Alexandre described the secret of his success more succinctly: "Never disappoint a woman."
As a young man, his parents, restaurateurs in St Tropez, wanted him to be a doctor. But the young Alexandre was interested in only one part of the human anatomy: hair.
As a small child, he would practise hairstyles on his grandmother's waist-length blonde locks. At the age of 14, he was apprenticed to Antoine de Paris, one of the most celebrated society hairdressers of his day.
Antoine was celebrated for always wearing white and sleeping in a coffin. He had made his name by styling the hair of the actress Sarah Bernhardt and creating the so-called "garcon", or boyish look, for Chanel in the 1920s.
Alexandre once said of his early hairdressing career with Antoine: "My mother took me to a fortune-teller. The first card she turned over was the Queen of Hearts. 'You will meet a king's wife and she will determine your future path.' Naturally, I didn't believe a word. Two years' later, in 1946, I actually met a king's wife who made me famous."
Alexandre had styled the hair of the wife of the Aga Khan for a ball to celebrate her marriage. The guests included the Duchess of Windsor who was living in gilded exile in the Bois de Boulogne in Paris.
"The very next day, [the Duchess] called me and asked me to go and see her," Alexandre said in an interview with the Independent in 1998. "She gave me a thousand explanations as to what she wanted and then I did her hair. The next day I got another call. 'What did you do to my hair?' she asked. 'I disobeyed you and did exactly the opposite of what you requested,' I admitted. 'It's wonderful!' she said. 'For the first time in my life, I woke up with my hair exactly as it was when I went to sleep. From now on, you will stay by my side'."
The severe, elegant hairstyle which Alexandre said that he had "knitted" for the Duchess became her trademark.
His association with the Duchess changed his life. She and her husband persuaded magazines to write profiles of him. The Duchess introduced him to 400 wealthy or celebrated clients.

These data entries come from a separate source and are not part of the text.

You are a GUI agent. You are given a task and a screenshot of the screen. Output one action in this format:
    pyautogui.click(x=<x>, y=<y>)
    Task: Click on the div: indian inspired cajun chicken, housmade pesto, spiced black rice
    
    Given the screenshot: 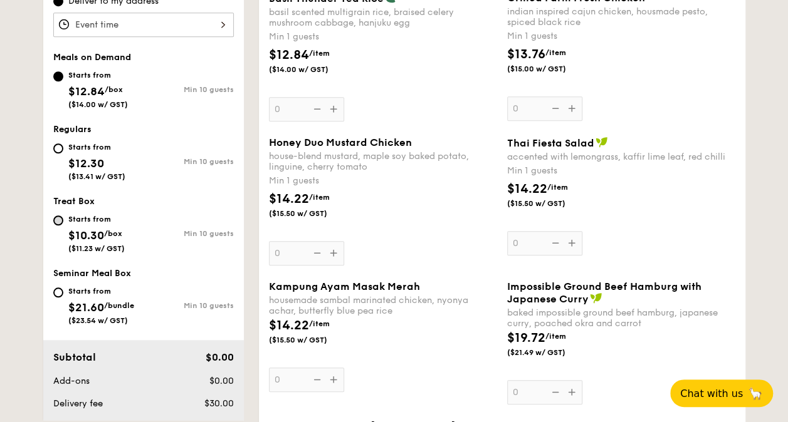 What is the action you would take?
    pyautogui.click(x=621, y=17)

Alexandre went on to become not only the favourite hairdresser of the world's richest and most beautiful women but the most sought-after high fashion hairstylist. For 34 years, he created the hair "look" at the shows of Yves St Laurent.
He was celebrated especially for creating the "chignon", or elaborate bun, which dominated women's hair fashions in the late 1950s. He also worked with Givenchy, Coco Chanel, Christian Dior, Karl Lagerfeld, Jean-Paul Gaultier and Thierry Mugler.
Alexandre said the secret of his success was "to recognise a woman's personality and match her hair to it". He also once said: "I express myself through hair. I can translate my dreams."
Asked for "tips" on how women should look after their hair, he would give two pieces of advice. First, they should change their brand of shampoo every two months. Like bodies and minds, hair thrives on variety, he said. Second, women should brush their hair at least 100 times before going to bed.